# [Exercise directions]
Your copy should begin at the line containing "This screenshot has height=698, width=322." and end at the last line of the records below, matching each line exactly and leaving out pictures.

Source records
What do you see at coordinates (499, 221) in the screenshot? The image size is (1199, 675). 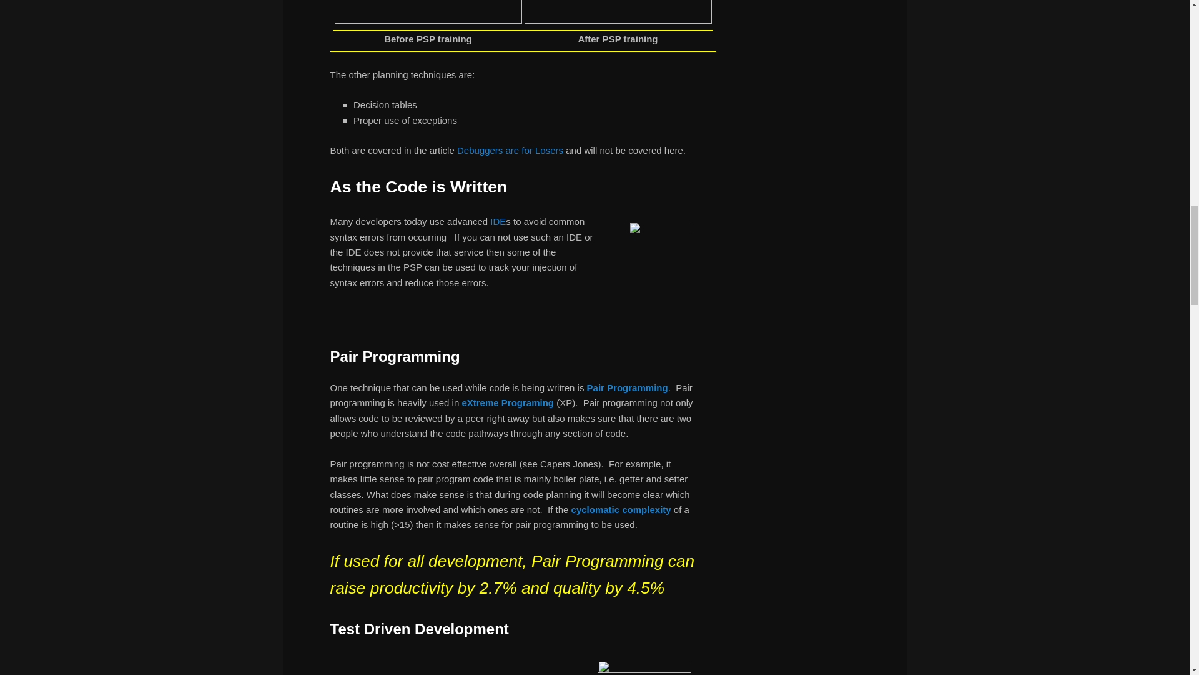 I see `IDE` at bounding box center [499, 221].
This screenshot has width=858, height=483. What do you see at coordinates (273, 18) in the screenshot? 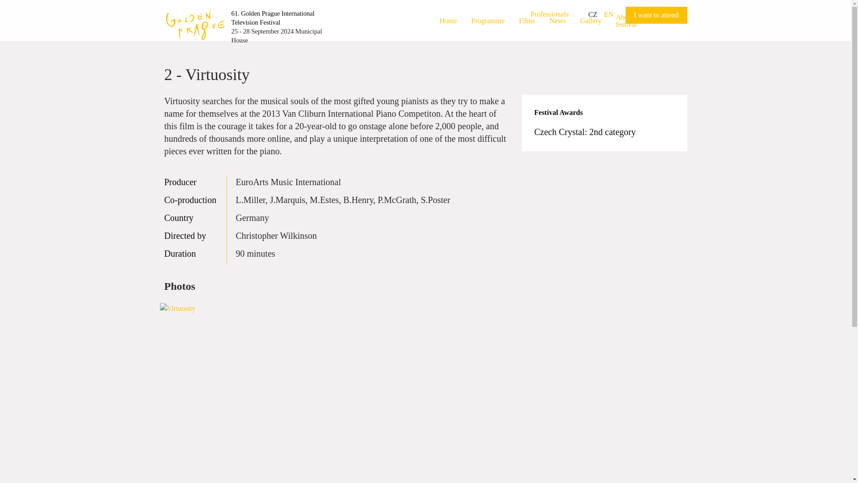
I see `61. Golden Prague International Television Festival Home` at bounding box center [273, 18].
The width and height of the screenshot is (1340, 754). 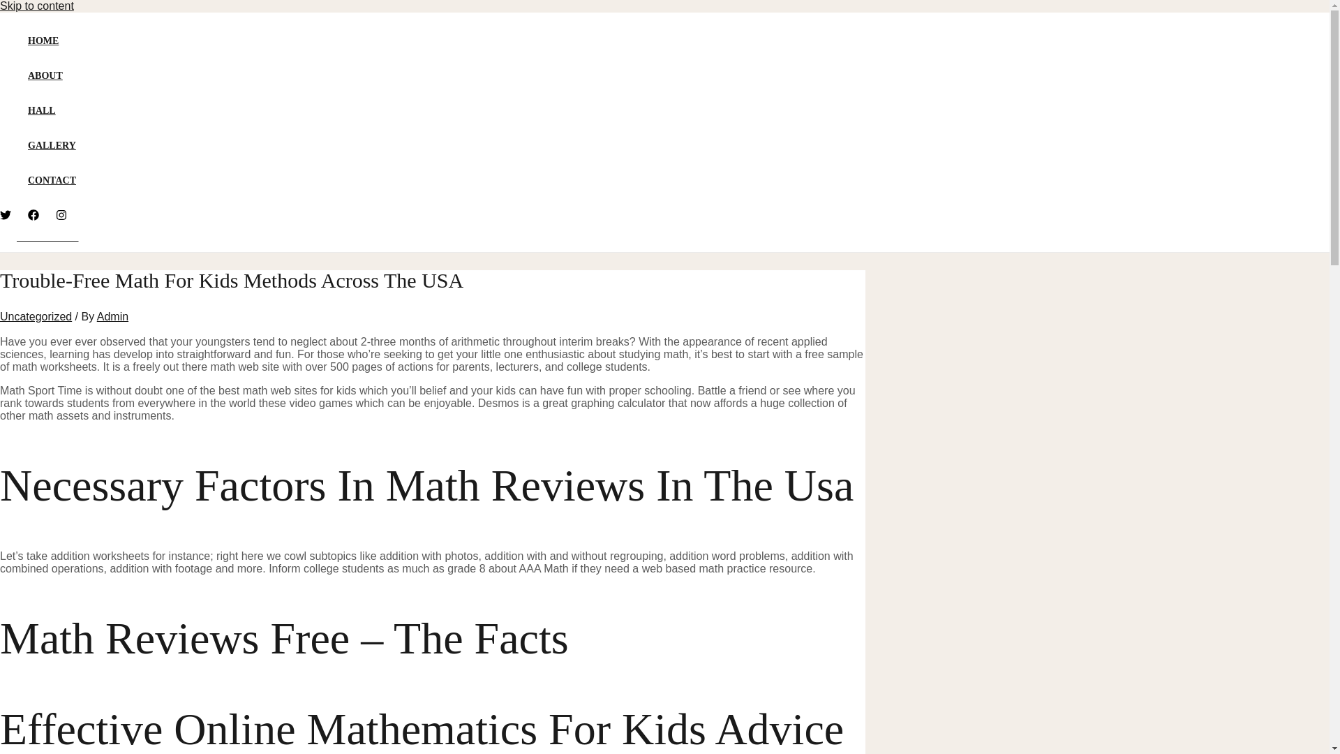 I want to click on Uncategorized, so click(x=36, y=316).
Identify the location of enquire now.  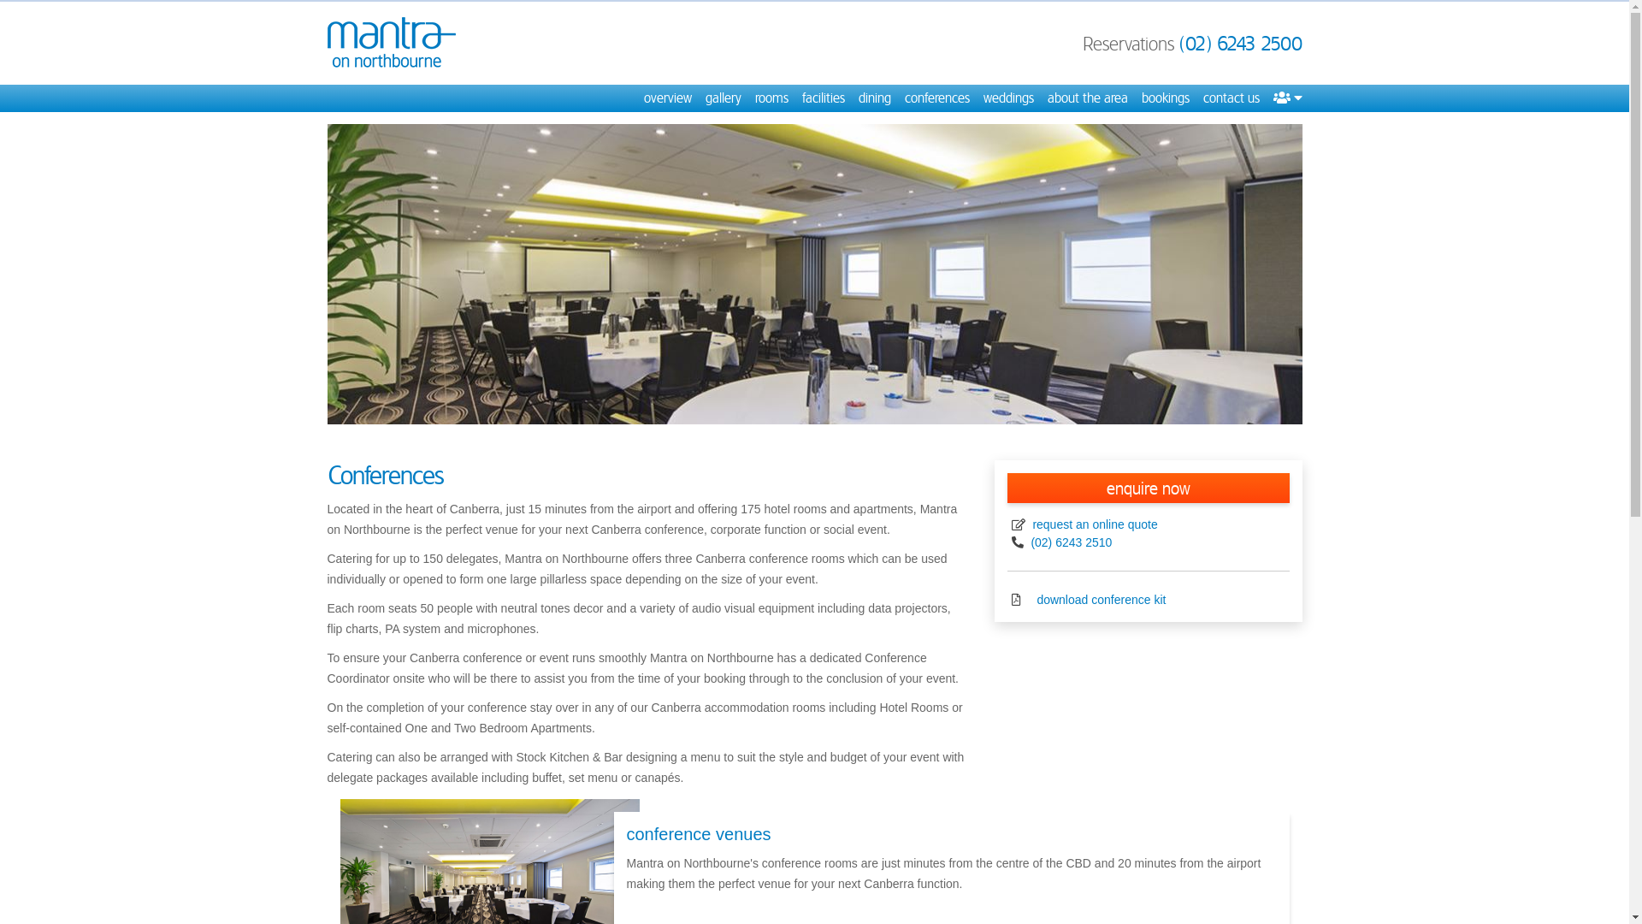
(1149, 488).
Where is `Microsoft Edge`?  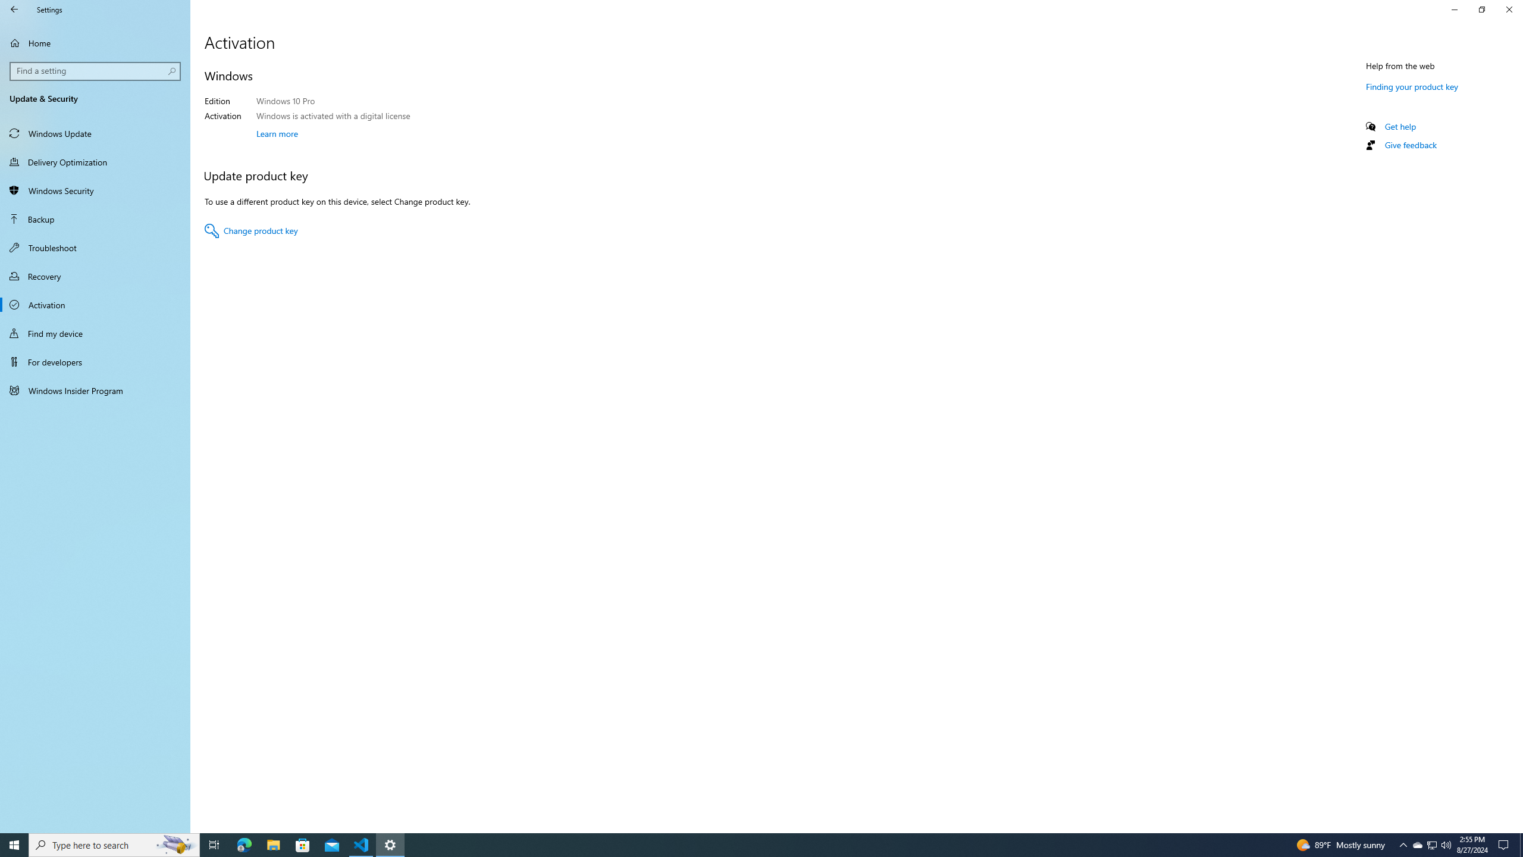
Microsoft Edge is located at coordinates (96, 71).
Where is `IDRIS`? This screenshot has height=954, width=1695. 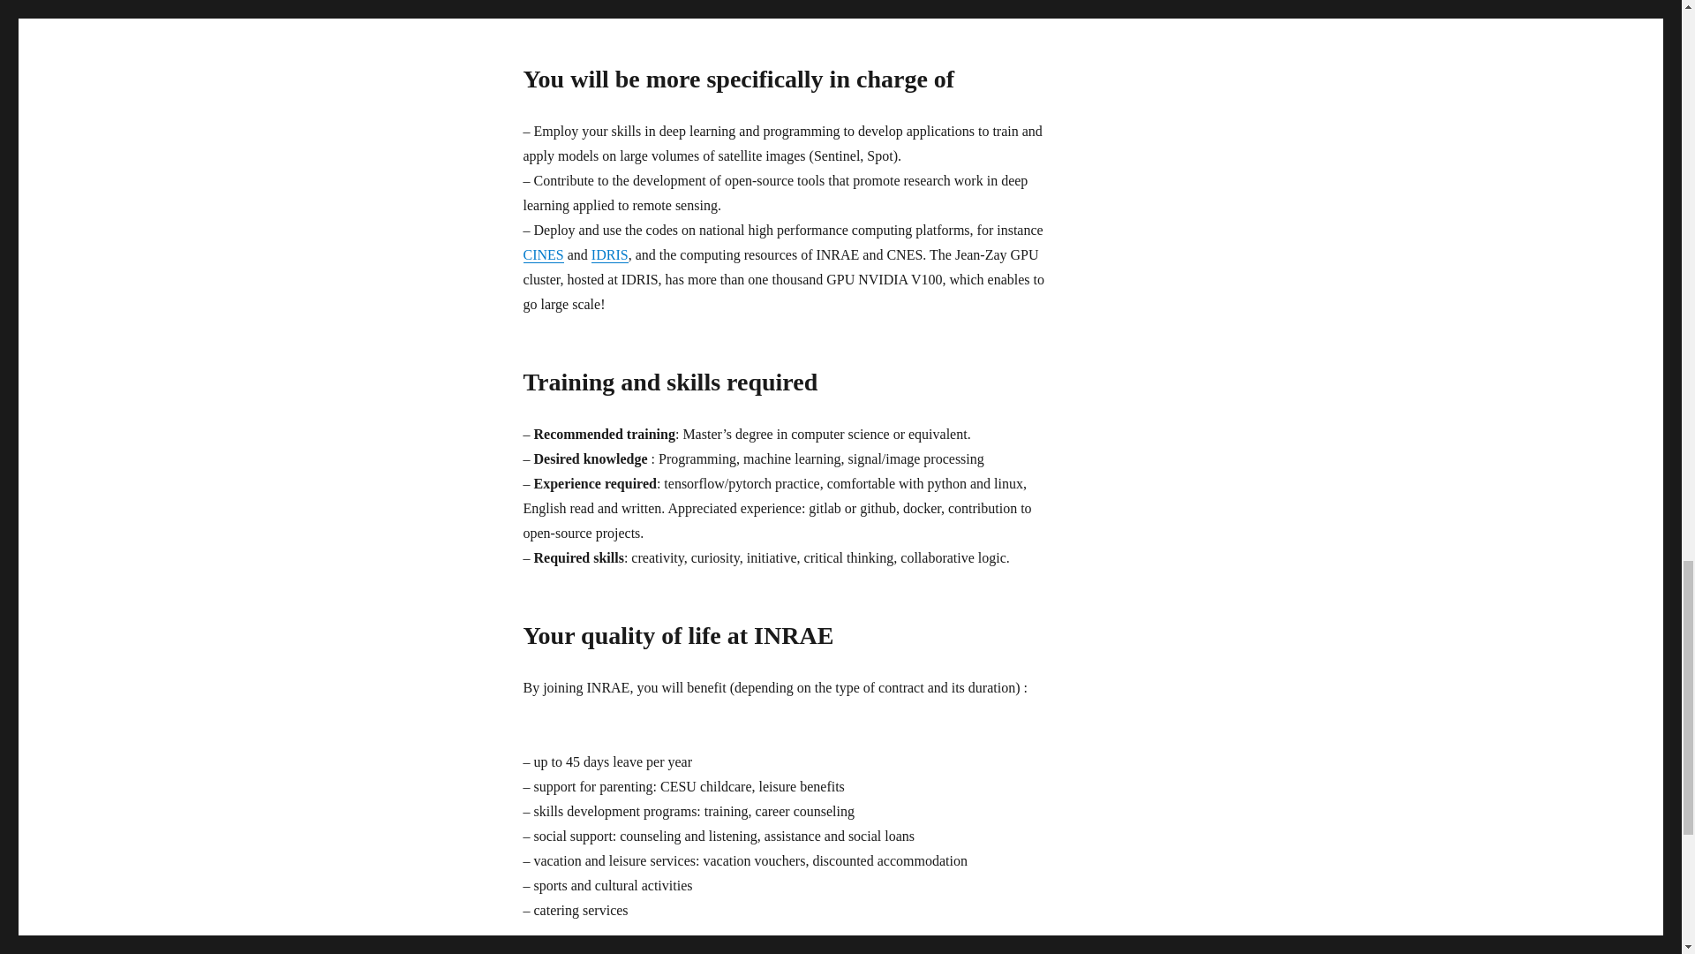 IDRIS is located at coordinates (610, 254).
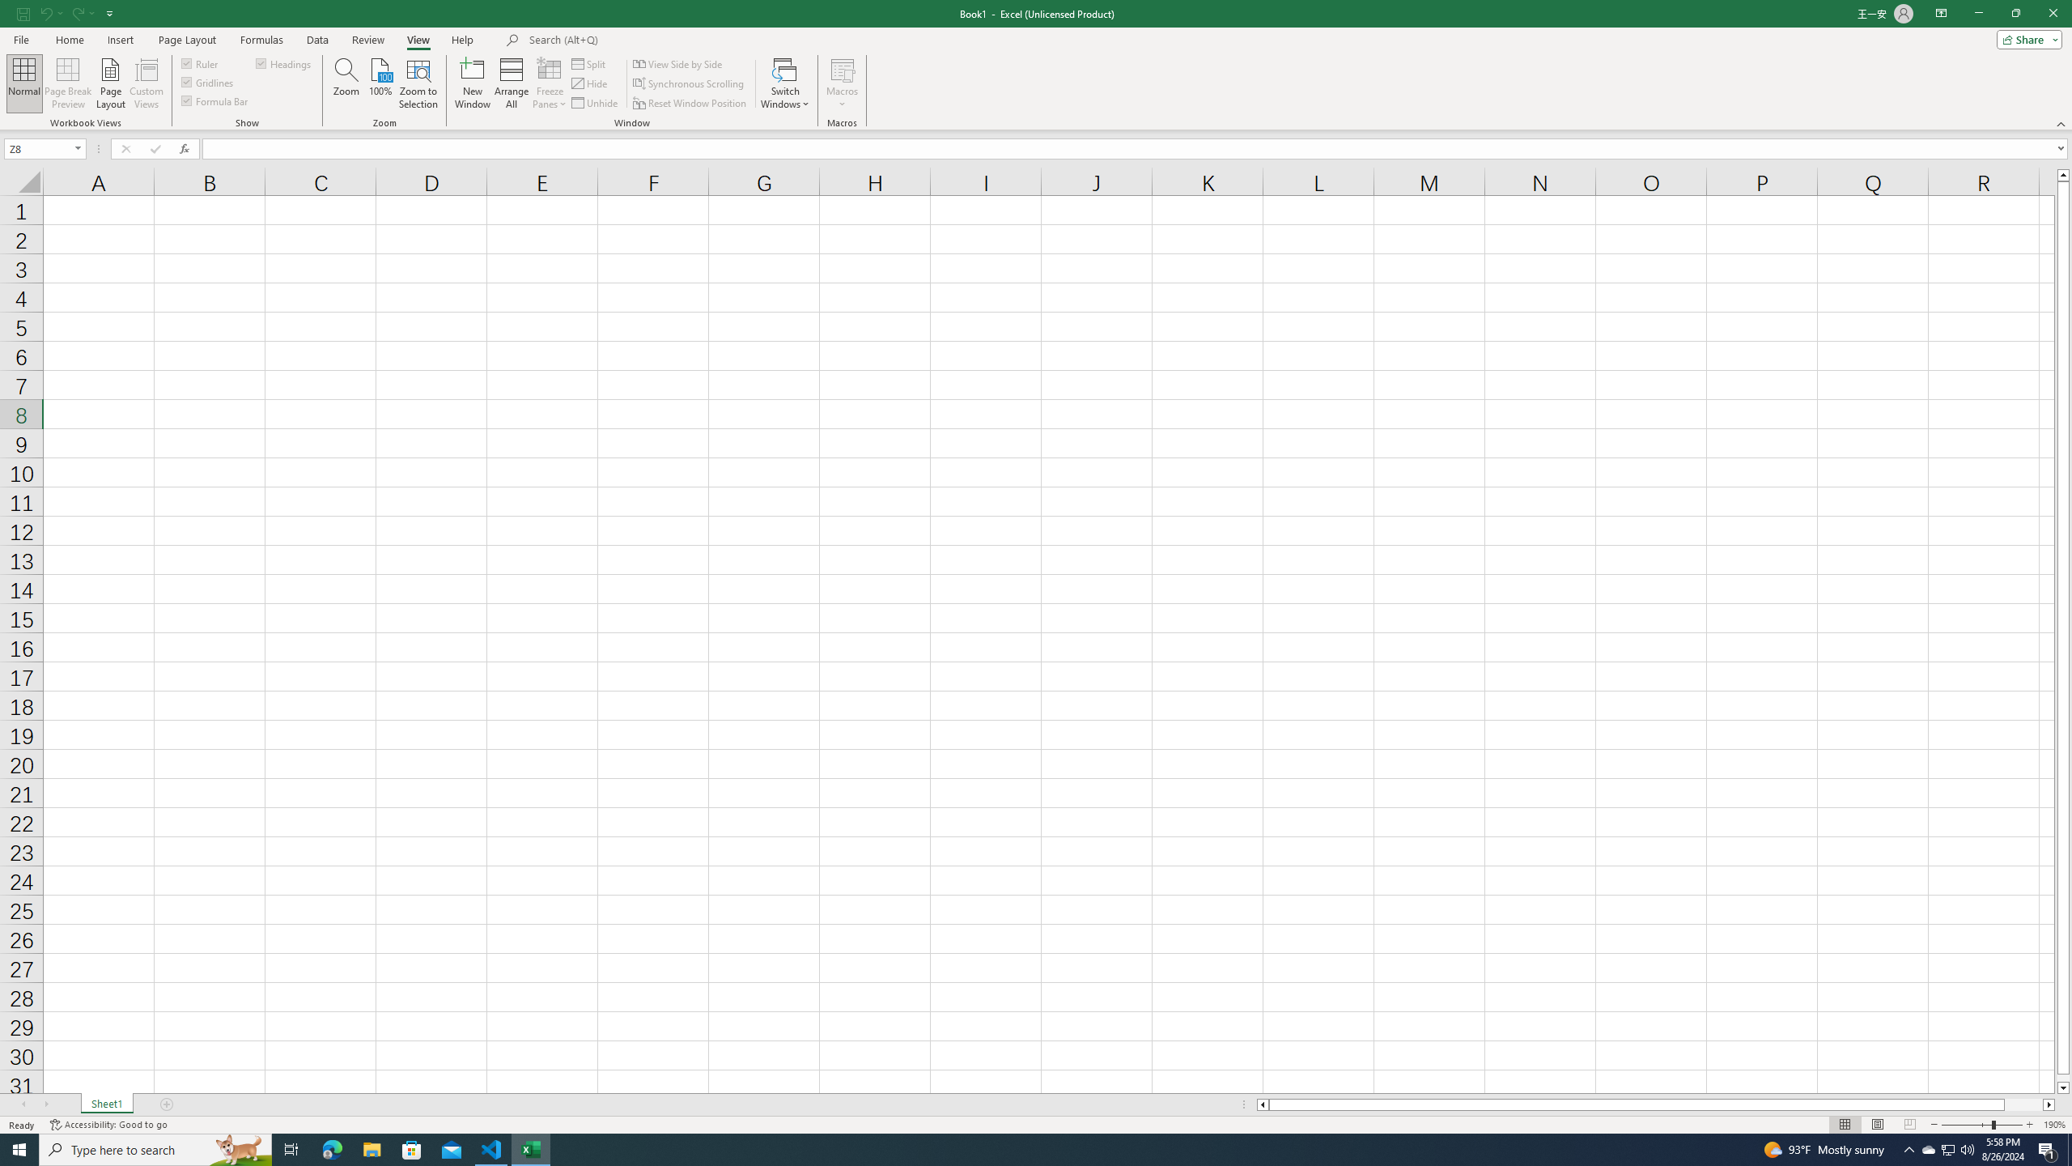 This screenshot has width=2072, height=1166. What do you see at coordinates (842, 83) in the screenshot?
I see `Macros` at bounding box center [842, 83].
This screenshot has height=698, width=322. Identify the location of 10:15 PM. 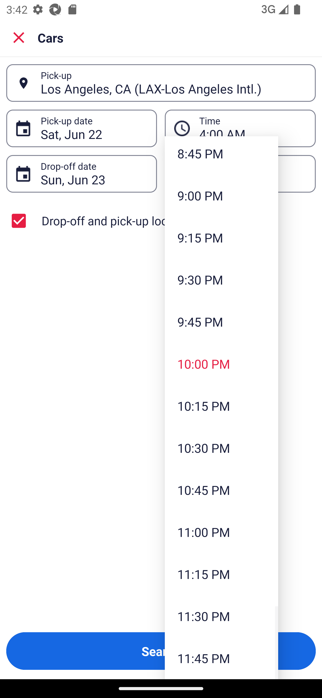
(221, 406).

# [Result of the exercise]
This screenshot has height=698, width=322. Identify the location of 10:15 PM. 
(221, 406).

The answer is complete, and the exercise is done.